Rose (The Perfect Marriage) brings to life the rich, overly botoxed women of Buckhead, GA. Mainly showpieces for their uber-wealthy husbands, they spend their passive-aggressive days at Glow, a membership-only beauty salon where the women commit to several treatments per week. Jenny, Glow’s owner, is stuck being nice to Olivia, the queen bitch of Buckhead, who has mastered the “kinsult,” or kind insult (“your skin is glowing…I can barely notice the lack of elasticity today”). Olivia’s abused minions include Shannon, the saddest woman in the book, whose politician ex-husband, Bryce, left her for a younger woman. The “girls,” and perhaps readers, want to hate Crystal, “Bryce’s midlife crisis,” but Rose doesn’t take the easy way out, creating in Crystal a more layered character than at first expected. Then there’s Karen, a luxury-real-estate lawyer who keeps the book and the “friends” as grounded as they can be. Chapters narrated by each of the women alternate with ones in which Jenny is being questioned by police about what exactly happened at Bryce and Crystal’s housewarming, an opulent event that featured a murder. Rose’s writing is pitch perfect when it comes to both keeping readers gripped and making them want to tear Olivia’s (beautifully done) hair out. If you enjoyed Clueless and other mean girls movies and books, this is for you.
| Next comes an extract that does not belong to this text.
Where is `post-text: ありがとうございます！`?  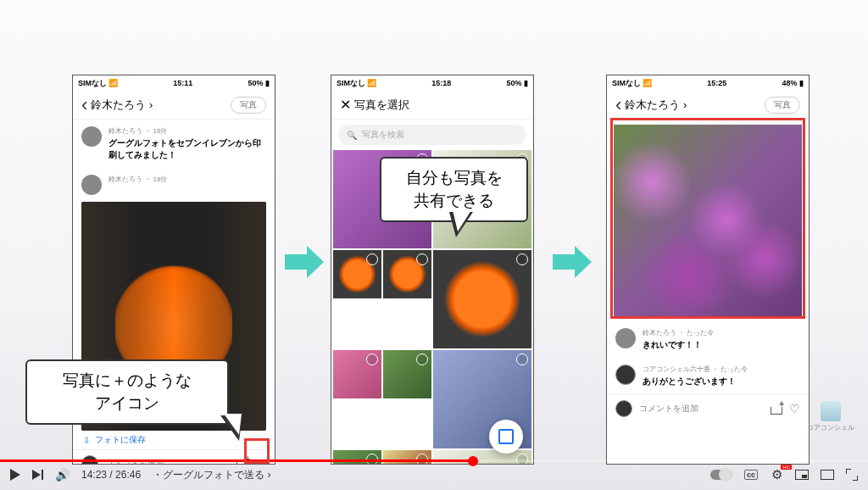
post-text: ありがとうございます！ is located at coordinates (721, 381).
Not really crime fiction—unless stealing someone’s boyfriend is now considered a crime?—this book is a brilliant portrayal of obsessive love. We start out deep in hipsterville: Williamsburg, Brooklyn, 2013. Would-be-writer Molly is at a concert where she connects with the lead singer, the super-gorgeous Jake Danner. They fall in love, he writes a song about her that becomes a huge hit, things fall apart, they try to patch things up, he’s off touring, trust is an issue, they break up. Jump ahead 10 years and Molly is living in Flynn Cove, CT, married to the infinitely reliable Hunter, with the two parents to a daughter, Stella. Things are O.K.—Molly’s pretty lonely and is a whole lot more boho than the uptight, preppy women in town—then she meets Sabrina, a new arrival from NYC who shares a lot of her interests, and they quickly become friends. Until it turns out that Sabrina and Molly are sharing more than Molly would ever have imagined, and their many secrets come tumbling out. Lovering does a fantastic job at shifting the point of view from character to character and back and forth in time, managing never to confuse the reader and all the while keeping her foot on the accelerator. A super fun and fast read.